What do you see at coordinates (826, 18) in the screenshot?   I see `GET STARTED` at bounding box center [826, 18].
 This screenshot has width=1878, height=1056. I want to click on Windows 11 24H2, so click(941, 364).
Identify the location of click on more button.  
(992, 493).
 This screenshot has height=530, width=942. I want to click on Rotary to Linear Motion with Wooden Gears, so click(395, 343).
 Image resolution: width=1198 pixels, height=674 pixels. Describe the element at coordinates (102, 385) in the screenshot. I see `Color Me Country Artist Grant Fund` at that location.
****************************************
_Task brief:_ Word for word, give the whole listing again.

_Finished task:_
What do you see at coordinates (826, 18) in the screenshot?   I see `GET STARTED` at bounding box center [826, 18].
 This screenshot has width=1878, height=1056. I want to click on Windows 11 24H2, so click(941, 364).
Identify the location of click on more button.  
(992, 493).
 This screenshot has height=530, width=942. I want to click on Rotary to Linear Motion with Wooden Gears, so click(395, 343).
 Image resolution: width=1198 pixels, height=674 pixels. Describe the element at coordinates (102, 385) in the screenshot. I see `Color Me Country Artist Grant Fund` at that location.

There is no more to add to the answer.